The following questions and answers are excerpted from a conversation that followed the NBR screening of Weiner
What was your relationship with Anthony Weiner before starting to work on this film?
Josh Kriegman: I actually met Anthony while working for him in politics. I was his chief of staff for a couple of years while he was in Congress. And so we got to know each other well through that work, and then I left politics and moved into filmmaking. It was at that time that Anthony got caught up in his scandal and resigned. And we started a conversation with him after that about the possibility of making a documentary. And it was really a conversation that went on over the course of a couple years, actually, going back and forth and batting around ideas of how it would work, if he would be comfortable with it, and so forth. And it seemed like he actually wasn’t going to go for it. He was trying to figure out what to do with his life, maybe running for mayor… And the morning that he announced he was running for mayor (two years after he initially resigned), I got a text from him saying, “Alright, I’m in the race, if you want to come with your camera and make this documentary, you can.”
Elyse Steinberg: I actually didn’t know Anthony prior to working on this film. So in many ways I was just like the audience: All I knew was what I had read in the paper. So I had some preconceived notions of him. But when I met him, and when I looked through the material, I did see a more complicated, nuanced person than the caricature he had become. So I think that was the way we began to approach this material.
“he talks about wanting to be viewed as more than a punch line”
Why did he let you make this film, if he was in the midst of a personal controversy?
JK: One of the ground rules for the whole shoot was that anytime he wanted me to turn off the camera, or leave the room – and there’s a couple of time in the film where you see that happening – it would be totally OK for me. That was part of the dynamic throughout. But it was a question that we wondered about, and he does get out an answer eventually. He shrugs it off at first, but in the final bite of the film he talks about wanting to be viewed as more than a punch line, and as the whole person that he is. And I think… you know, he had been through this experience in the first scandal of having essentially his entire life over two decades in public service wiped out and replaced with this one caricature version of himself. And I think he knew getting into the mayor’s race that, you know, it might go that way again. And it sort of did. So having another camera in the room to document this other version of the story that was more complex and nuanced and real, was something that I think he really wanted.
Can you discuss your interactions with Huma Abedin? Normally in a documentary like this one, every character eventually lets down their guard and opens up to the camera. But she never seems like she does.

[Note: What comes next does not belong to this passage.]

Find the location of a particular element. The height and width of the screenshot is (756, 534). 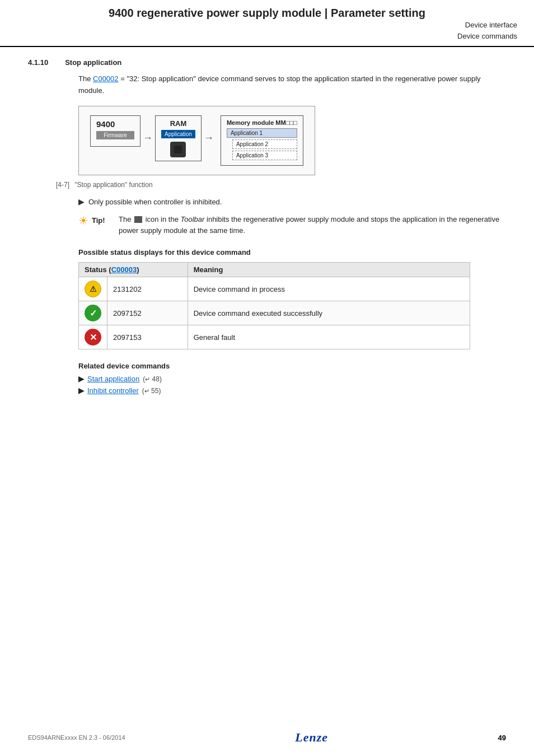

status-icon-cell-1: ⚠ is located at coordinates (93, 289).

ES: She’s clearly much more quiet and reserved than Anthony. She’s like the opposite in that regard. Much more camera shy. So I think the relationship we had was primarily with Anthony, but the times that we did have her, those are what you see in the film. That said, she did – just as Anthony was reduced to a caricature and a punch line – so was she. And you see that in the film, and I do think she shared some of his desire of wanting a different version of her story told. A more varied and complete one to be out there, to be seen as not just this one version everyone is talking about, but also as a wife, a mother, as someone doing a very important job. And I do think in the film you get a much more human version of her than what was available in the tabloids.